Jazz trumpet player and School of Music Ph.D. candidate Longineu Parsons spent the end of the fall semester touring in Europe as conductor and a central figure in a concert entitled The Cotton Club Show.
The show attempted to recreate the iconic 1920s-1940s Harlem nightclub, The Cotton Club, which was a predominantly white establishment although it featured many of the best black entertainers and jazz musicians of the era. Combining tap dancing with jazz music, The Cotton Club Show took place in Poland, Norway, Sweden, Finland and Spain.
“Having lived in New York and having played this music for so long, I played with some of the people who really would have been at The Cotton Club,” said Parsons. “I toured with Cab Calloway, for example, and other people from that era.”
Some of the era’s hit tracks that Parsons had the chance to play were Minnie the Moocher by Cab Calloway, and Louis Armstrong’s Hello Dolly, What a Wonderful World and You Rascal You.
Parsons, who has years of performances under his belt, said this show stood out to him because it was a hybrid between a revue and a theatrical production. This meant that he had more freedom in his performance than he normally would have had if it were just a theatrical production.
“In theatrical productions there is almost no freedom. You have to do it this way every time and that’s the only way it can be done, period,” said Parsons. “This time I could take some liberties and improvise some things, and that’s an important part of what I do. I feel the moment and sometimes my improvisations take us to different places.”
One example of Parsons “feeling the moment” during the tour was when he arrived in Finland. He immediately recalled Finnish composer Jean Sibelius’ famous hymn Finlandia. The composition was originally titled Finland Awakes in 1899 and performed as a patriotic finale piece in a series of tableaux illustrating Finland’s past. The tableaux were presented later that year as a part of the Press Celebrations, which were celebrations that contributed towards the resistance of Russian influence in Finland.

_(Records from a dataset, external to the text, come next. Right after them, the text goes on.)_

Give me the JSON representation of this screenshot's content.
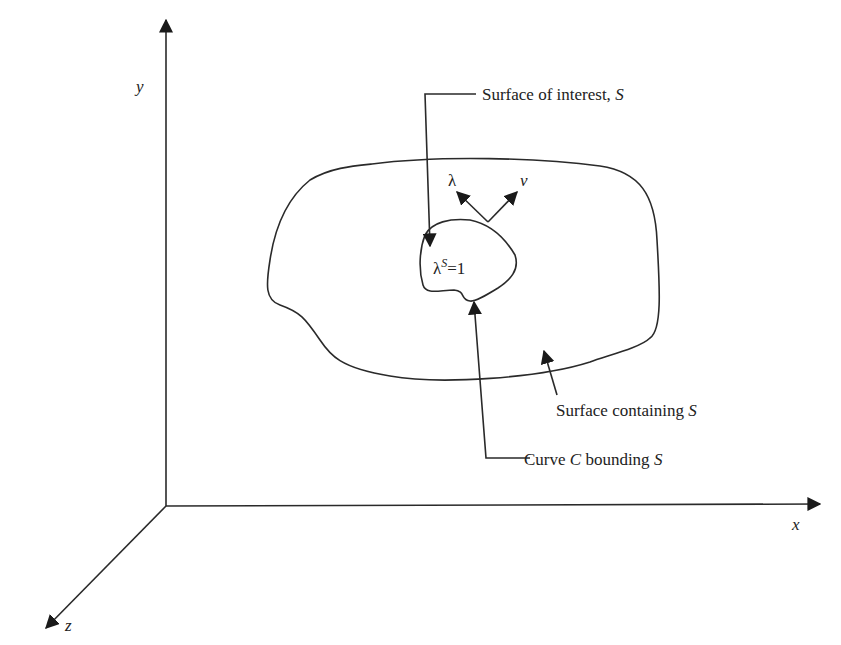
{
  "figure": {
    "axes": {
      "x_label": "x",
      "y_label": "y",
      "z_label": "z"
    },
    "labels": {
      "surface_of_interest": "Surface of interest, ",
      "surface_of_interest_symbol": "S",
      "surface_containing": "Surface containing ",
      "surface_containing_symbol": "S",
      "curve_prefix": "Curve ",
      "curve_symbol": "C",
      "curve_mid": " bounding ",
      "curve_bound_symbol": "S",
      "lambda_vector": "λ",
      "nu_vector": "ν",
      "lambda_s_base": "λ",
      "lambda_s_sup": "S",
      "lambda_s_value": "=1"
    },
    "colors": {
      "line": "#2a2a2a",
      "text": "#222222",
      "background": "#ffffff"
    }
  }
}
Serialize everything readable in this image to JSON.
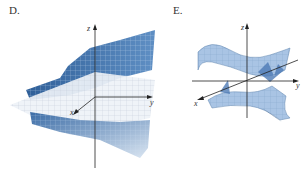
{
  "figure": {
    "panels": [
      {
        "label": "D.",
        "axes": {
          "x": "x",
          "y": "y",
          "z": "z"
        },
        "description": "Two sheet surface pieces above and below a gridded horizontal plane",
        "surface_color": "#3d6fa6",
        "plane_color": "#e8eef5"
      },
      {
        "label": "E.",
        "axes": {
          "x": "x",
          "y": "y",
          "z": "z"
        },
        "description": "Hyperbolic cylinder-like surface with two saddle-shaped sheets",
        "surface_color": "#8fb3dc"
      }
    ]
  }
}
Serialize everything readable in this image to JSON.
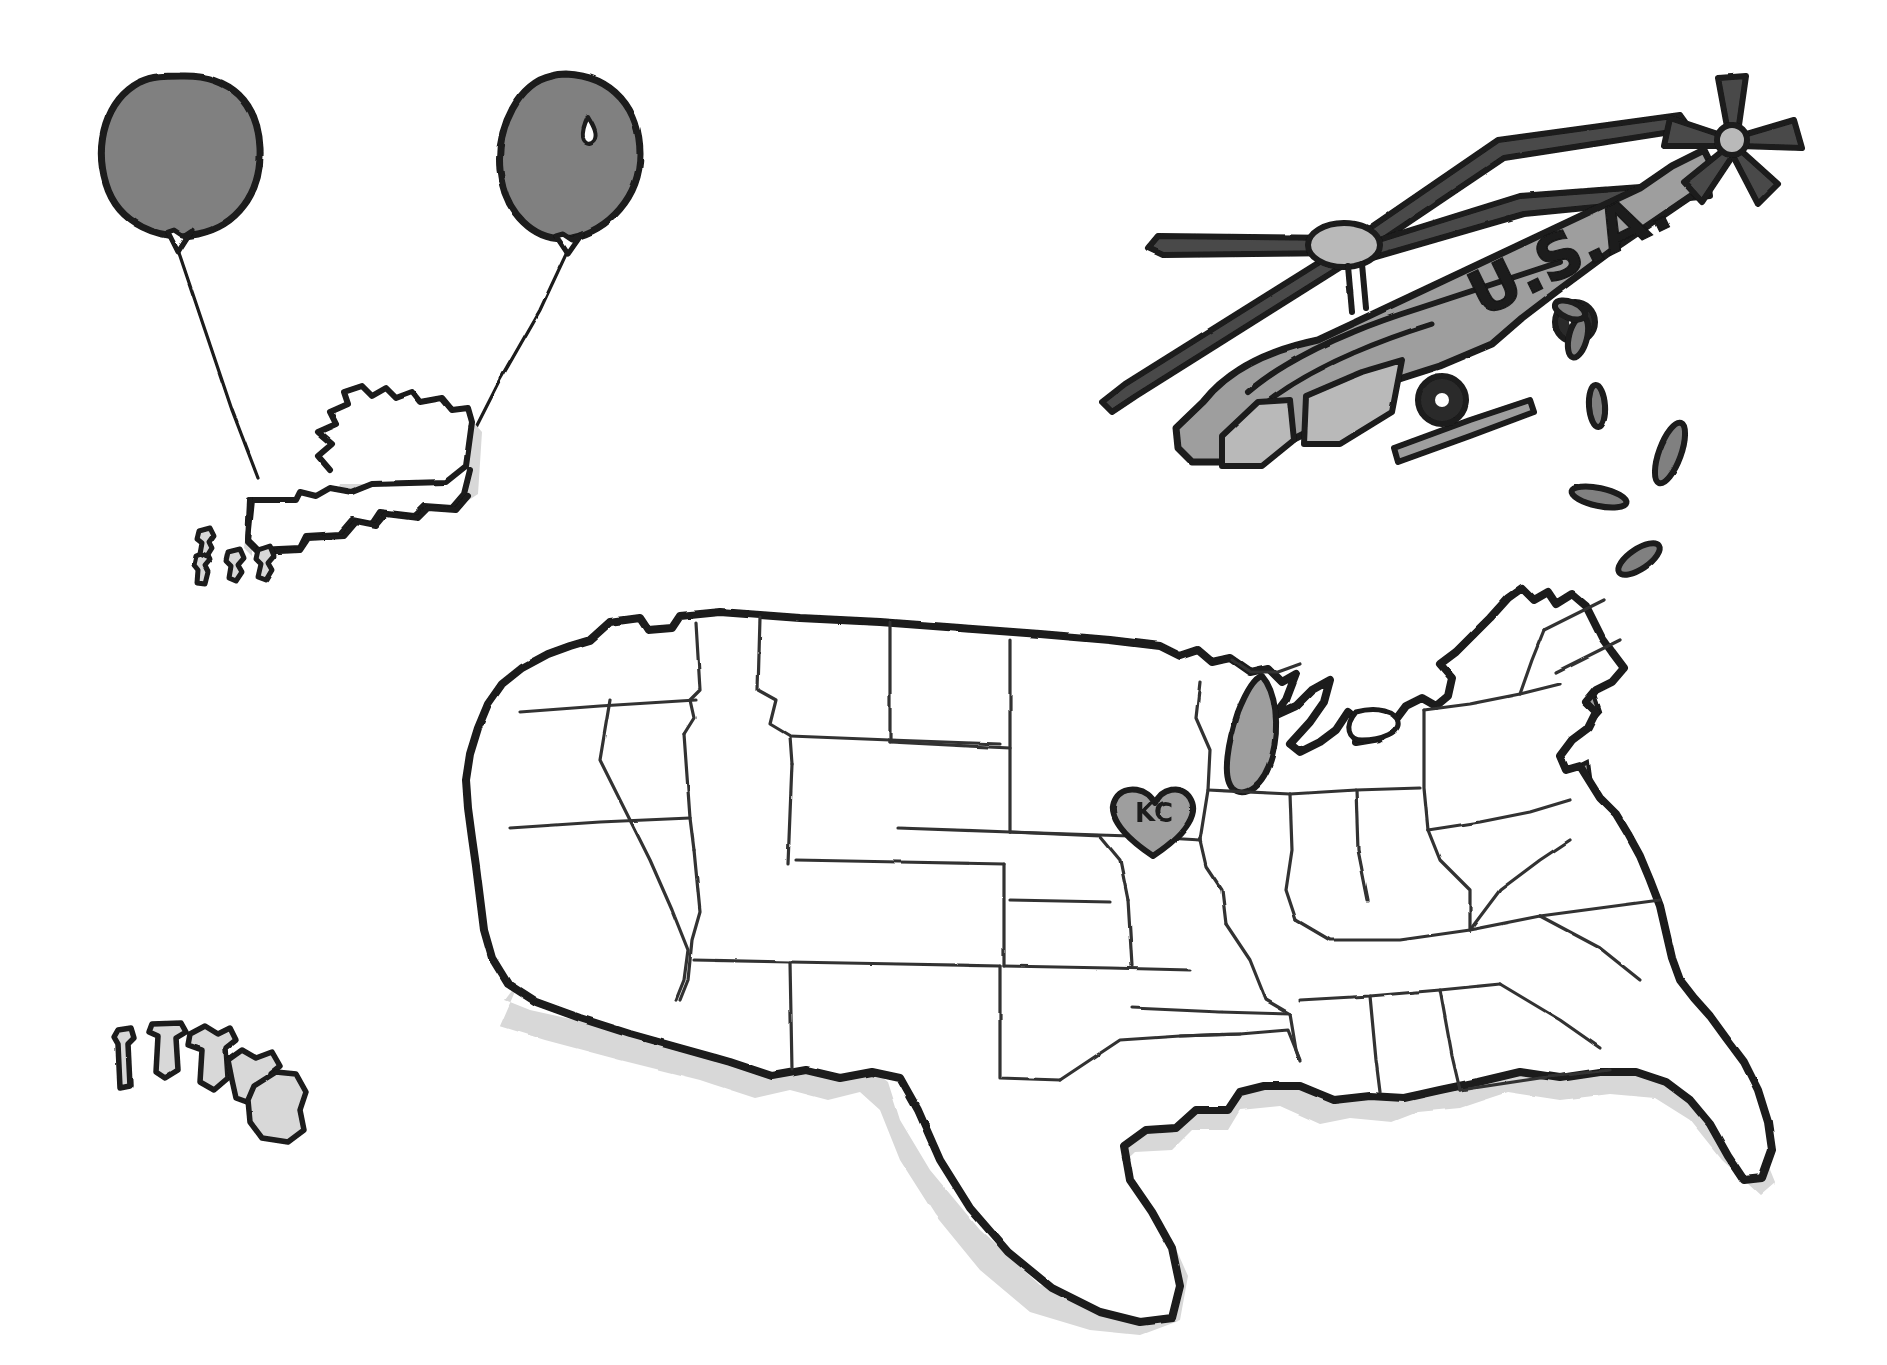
{
  "illustration": {
    "title": "United States map with helicopter, balloons and Kansas City heart",
    "background_color": "#ffffff",
    "ink_color": "#1a1a1a",
    "mid_gray": "#808080",
    "body_gray": "#9e9e9e",
    "light_gray": "#d8d8d8",
    "window_gray": "#b9b9b9",
    "dark_gray": "#4a4a4a"
  },
  "balloons": {
    "name": "balloon-pair",
    "count": 2,
    "fill_color": "#808080",
    "outline_color": "#1a1a1a",
    "items": [
      {
        "id": "balloon-left",
        "cx": 180,
        "cy": 160,
        "rx": 78,
        "ry": 82,
        "has_highlight": false
      },
      {
        "id": "balloon-right",
        "cx": 570,
        "cy": 155,
        "rx": 66,
        "ry": 80,
        "has_highlight": true
      }
    ],
    "strings": [
      {
        "id": "balloon-string-left",
        "from_x": 178,
        "from_y": 248,
        "to_x": 258,
        "to_y": 478
      },
      {
        "id": "balloon-string-right",
        "from_x": 568,
        "from_y": 248,
        "to_x": 468,
        "to_y": 443
      }
    ]
  },
  "alaska": {
    "name": "alaska-inset",
    "label": "Alaska",
    "fill_color": "#ffffff",
    "shadow_color": "#d8d8d8",
    "outline_color": "#1a1a1a",
    "aleutian_island_count": 4
  },
  "hawaii": {
    "name": "hawaii-inset",
    "label": "Hawaii",
    "fill_color": "#d8d8d8",
    "outline_color": "#1a1a1a",
    "island_count": 5
  },
  "helicopter": {
    "name": "helicopter",
    "fuselage_text": "U.S.A.",
    "fuselage_color": "#9e9e9e",
    "window_color": "#b9b9b9",
    "blade_color": "#4a4a4a",
    "outline_color": "#1a1a1a",
    "main_rotor_blades": 4,
    "tail_rotor_blades": 5,
    "wheel_count": 2,
    "dropped_object_count": 6,
    "dropped_object_color": "#808080"
  },
  "usa_map": {
    "name": "usa-map",
    "fill_color": "#ffffff",
    "outline_color": "#1a1a1a",
    "coast_shadow_color": "#d8d8d8",
    "state_border_color": "#333333",
    "marker": {
      "name": "kansas-city-heart-marker",
      "label": "KC",
      "fill_color": "#9e9e9e",
      "outline_color": "#1a1a1a",
      "x": 1155,
      "y": 818
    }
  }
}
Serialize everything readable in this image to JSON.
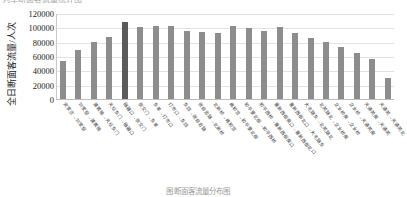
{
  "top_title": "列车断面客流量统计图",
  "caption": "图 断面客流量分布图",
  "chart_data": {
    "type": "bar",
    "title": "列车断面客流量统计图",
    "xlabel": "",
    "ylabel": "全日断面客流量/人次",
    "ylim": [
      0,
      120000
    ],
    "yticks": [
      "0",
      "20000",
      "40000",
      "60000",
      "80000",
      "100000",
      "120000"
    ],
    "grid": true,
    "legend": "none",
    "bar_color": "#8d8d8d",
    "highlight_color": "#5a5a5a",
    "highlight_index": 4,
    "categories": [
      "宋家庄→刘家窑",
      "刘家窑→蒲黄榆",
      "蒲黄榆→天坛东门",
      "天坛东门→磁器口",
      "磁器口→崇文门",
      "崇文门→东单",
      "东单→灯市口",
      "灯市口→东四",
      "东四→张自忠路",
      "张自忠路→北新桥",
      "北新桥→雍和宫",
      "雍和宫→和平里北街",
      "和平里北街→和平西桥",
      "和平西桥→惠新西街南口",
      "惠新西街南口→惠新西街北口",
      "惠新西街北口→大屯路东",
      "大屯路东→北苑路北",
      "北苑路北→立水桥南",
      "立水桥南→立水桥",
      "立水桥→天通苑南",
      "天通苑南→天通苑",
      "天通苑→天通苑北"
    ],
    "values": [
      53000,
      68000,
      80000,
      87000,
      108000,
      100000,
      102000,
      102000,
      95000,
      94000,
      92000,
      102000,
      99000,
      95000,
      101000,
      92000,
      85000,
      79000,
      73000,
      64000,
      56000,
      30000
    ]
  }
}
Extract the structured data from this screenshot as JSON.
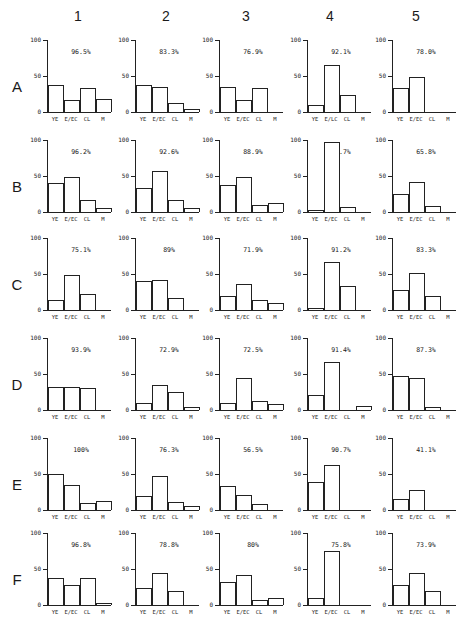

The music made an even deeper impact later in the year when four of the parts, including Finland Awakes, were performed again in concert. Finland Awakes soon came to be in great demand as a separate concert piece and Sibelius revised it in the following year, giving it the title Finlandia, as suggested in a letter from an anonymous admirer.
“As we were getting ready for sound check, it hit me,” said Parsons. “I thought, ‘Why don’t we do the hymn from Finlandia? We can do it with the pianist and just the two of us.’”
The performance ended up evoking a lot of emotion in the audience. “When we played it, people were silent; they stood up and they cried,” said Parsons. “They were so thankful that we came from the United States on tour and we knew their hymn, which was so important to them.”
The moment also became one that Parsons will always remember. “The moment that made the biggest impact on me during the tour was that moment in Finland,” he said. “It became a high point of the show.”